GreenieLeBrun said:
That is correct. Why? Because the SID (Security Identifier) is unique to
each account and even if you re-create the account the SID will be different
Even with the same SID assigned to your newly created account as was
assigned to your old account, EFS won't decrypt because the cert you
generate under the new instance of Windows won't be the same as the one
you created under the other instance of Windows. You need the cert that
you created under a particular instance of Windows. The cert can be
assigned (accessed) by multiple SIDs (accounts). When you decrypt, the
EFS cert assigned to the SID of the account you are currently logged
under gets used. The SID is not encoded into the EFS certificate. You
simply manage your certs so that a SID can use a particular cert. If
the SID were used in the cert, you would never be able to use that cert
to import it into a new install of Windows because the SID for the
same-named account would be different. SIDs are used in certificate
management, not within the cert itself; otherwise, you would never be
able to import an EFS cert into a different instance of Windows.
The username and password are irrelevant (well, there is some use of the
password along with the cryptographic key assigned to an account). If
that was all that was used then there would be no security to EFS as
anyone could create an account with that username and password to get at
your EFS-protected files. EFS is not a simplistic password scheme to
scramble the contents of files. It uses a cryptographic key that was
assigned by Windows to the SID associated with your account. A long
time ago, I found an article via Googling around on EFS recovery that
purported a means of recovering the RSA key used to create your EFS
cert. Under each userprofile is the user's registry hive (ntuser.dat).
By creating a new account (same username and password) and recovering
this user hive from backups, and because the crypto key was in the user
data portion of the registry that was used to create the EFS cert, you
could somehow regenerate the EFS cert to decrypt those files. I don't
remember the specifics since I never had to go through all that, and it
requires restoring the user registry hive from backups which most users
don't do, anyway. If they're complaining about losing access to
EFS-protected files then they probably also haven't saved partition
images for recovery. The idea was to recover the crypto key stored in
the registry for that user's old account. If Jake has saved partition
images to restore from, he wouldn't be here asking about EFS. He never
did explain why he needed to reformat his hard disk.
Jake could buy software to regain access to EFS-protected files, like
from
http://www.elcomsoft.com/aefsdr.html. Depends on whether or not
Jake feels his EFS-protected data is worth $150 or $300 to recover it.
There is a free trial version that you can download. It probably only
tells you if the product could successfully decrypt the file(s) but
won't actually do it until you pay them for their rescue.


ASSIGNED TASK: Filter the entries below, keeping every line that has the word "JSON".

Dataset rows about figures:
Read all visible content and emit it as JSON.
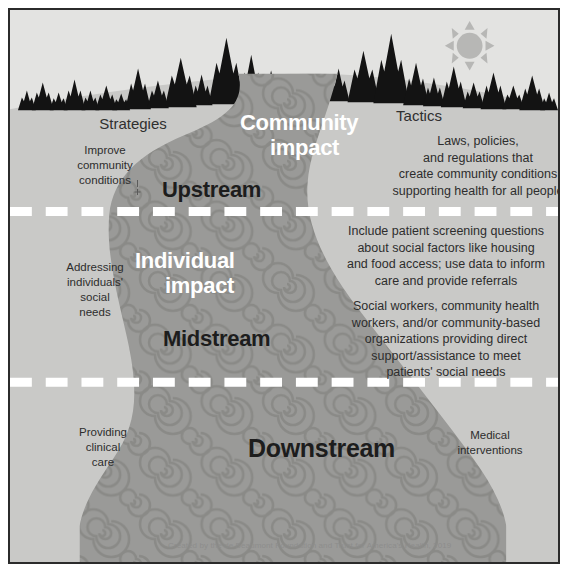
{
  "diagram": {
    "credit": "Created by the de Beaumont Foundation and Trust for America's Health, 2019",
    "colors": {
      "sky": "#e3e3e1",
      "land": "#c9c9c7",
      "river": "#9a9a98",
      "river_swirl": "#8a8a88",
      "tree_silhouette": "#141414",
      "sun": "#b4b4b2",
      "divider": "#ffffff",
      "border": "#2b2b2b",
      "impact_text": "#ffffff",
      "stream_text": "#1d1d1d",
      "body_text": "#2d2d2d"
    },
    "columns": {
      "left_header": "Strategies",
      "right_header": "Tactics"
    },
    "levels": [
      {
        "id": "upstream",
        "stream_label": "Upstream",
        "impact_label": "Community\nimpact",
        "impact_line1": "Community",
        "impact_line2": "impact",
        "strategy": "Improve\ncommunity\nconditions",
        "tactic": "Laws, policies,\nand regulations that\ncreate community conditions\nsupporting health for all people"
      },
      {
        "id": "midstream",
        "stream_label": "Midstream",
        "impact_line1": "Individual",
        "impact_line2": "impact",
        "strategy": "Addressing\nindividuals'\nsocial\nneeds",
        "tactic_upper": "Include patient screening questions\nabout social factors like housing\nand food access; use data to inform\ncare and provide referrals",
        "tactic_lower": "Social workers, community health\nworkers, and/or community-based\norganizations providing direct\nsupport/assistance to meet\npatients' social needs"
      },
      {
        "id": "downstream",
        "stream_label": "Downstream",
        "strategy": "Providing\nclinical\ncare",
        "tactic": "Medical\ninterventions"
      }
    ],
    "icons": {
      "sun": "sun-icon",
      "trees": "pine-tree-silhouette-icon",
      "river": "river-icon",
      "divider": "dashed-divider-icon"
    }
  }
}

...

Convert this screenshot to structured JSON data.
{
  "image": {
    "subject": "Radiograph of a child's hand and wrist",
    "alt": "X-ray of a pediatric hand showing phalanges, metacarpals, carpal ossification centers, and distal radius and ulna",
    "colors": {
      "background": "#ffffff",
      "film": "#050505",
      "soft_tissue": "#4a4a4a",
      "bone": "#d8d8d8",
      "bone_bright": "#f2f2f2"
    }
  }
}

WRITTEN SOLUTION:
Read all visible content and emit it as JSON.
Convert this screenshot to structured JSON data.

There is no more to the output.